Document checklist that South African Home Affairs expects

Valid Nigerian passport with at least 30 days validity beyond intended departure date from South Africa and at least 2 blank pages for entry/exit stamps. Form BI-84 fully completed, signed and dated. Two recent passport-style photographs (35×45mm, white background). Yellow fever vaccination certificate (original).

Confirmed return flight booking. Hotel reservations covering every night of the visit, or invitation letter from South African host with the host's South African ID copy or permanent residence permit, proof of accommodation in their name (rental agreement or utility bill), and host's employment letter or tax document. Detailed itinerary with cities, attractions, dates.

Bank statements for the last 3 months, personally stamped by your bank — closing balance ideally ZAR 5,000+ for short trips, ZAR 12,000+ for 30-day+ visits. Employment letter on company letterhead specifying role, tenure, salary, granted leave dates and return commitment. Self-employed: CAC certificate, recent business bank statement, tax clearance certificate.

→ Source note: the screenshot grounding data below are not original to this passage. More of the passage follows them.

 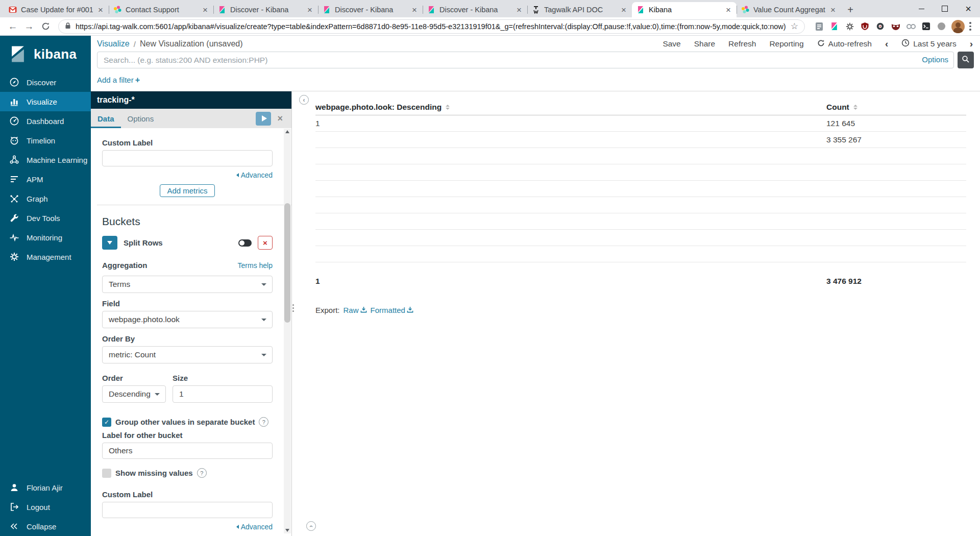 I want to click on browser-tab: Tagwalk API DOC ×, so click(x=580, y=10).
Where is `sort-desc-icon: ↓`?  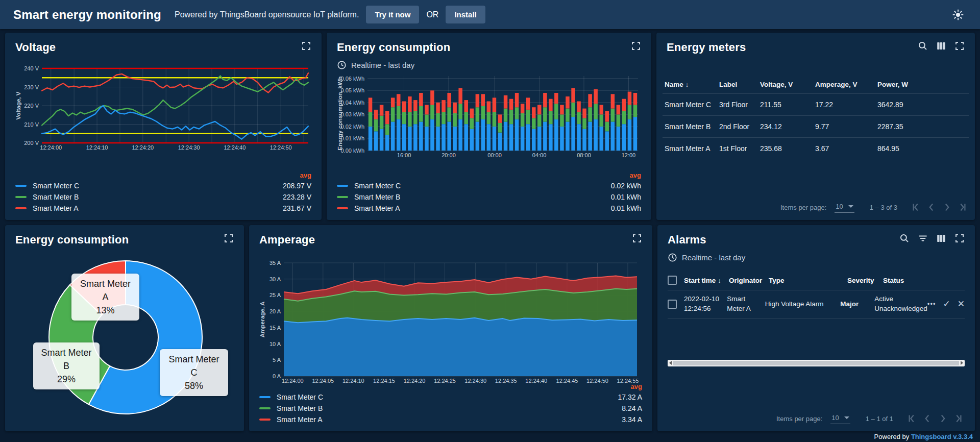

Travel insurance certificate covering medical, evacuation and repatriation (recommended though not strictly required). Police clearance certificate from Nigeria Police Force CID is required only for stays beyond 3 months — not required for standard tourist visas.

Cover letter

One page, signed and dated. Cover: who you are, where you live and work in Nigeria, exact travel dates, purpose, cities and attractions to visit, who funds the trip, who you will visit if applicable, and your ties to Nigeria.

Decision timelines

Standard South African Visitor visa processing for Nigeria: 5-15 business days from biometrics. Peak season (December-January, June-July) extends to 15-30 days. VFS Global Lagos and Abuja both offer SMS tracking. South African Home Affairs does not offer expedited or priority service for tourism applications.

Common refusal patterns

Recurring grounds in Nigerian South African refusals: (1) Yellow fever certificate missing, expired, or unverifiable (most common), (2) Inadequate hotel reservations or invitation letters with weak supporting evidence, (3) Insufficient bank balance demonstrated, (4) Weak Nigerian ties, (5) Previous South African overstays — these are tracked by passport and cross-referenced with biometric data, (6) Document inconsistencies between application and supporting evidence, and (7) Travel history showing patterns of long stays in third countries.

Overstay consequences

South Africa enforces overstay penalties strictly: 1-5 days overstay triggers a 5-year ban from re-entry; 6-30 days a 10-year ban; over 30 days a permanent ban subject to ministerial waiver. The ban is recorded in your immigration file and cross-checked at every future application. Plan exits carefully and obtain visa extensions before authorised stay ends.

The Nigeria-South Africa relationship and visa climate

Tensions in the Nigeria-South Africa relationship periodically affect visa processing. Xenophobic incidents in 2008, 2015, 2017, 2019 and 2023 prompted diplomatic exchanges and processing slowdowns. The visa regime has remained intact through these episodes but processing times have varied — when relations are strained, expect longer wait times, more documentary scrutiny, and lower approval rates for first-time applicants.

Long-term routes

South African residence routes for Nigerians include the Critical Skills Work Visa (for occupations on the published Critical Skills List), Business Visa (R5 million investment minimum), Spousal Visa for partners of South African citizens/residents, and Study Visa for full-time enrolment at recognised institutions. These are separate from the Visitor visa and follow distinct application paths.

Visa Disclaimer Requirements may change. Verify with the embassy before applying.

Last updated Jun 4, 2026. Last verified Jun 4, 2026.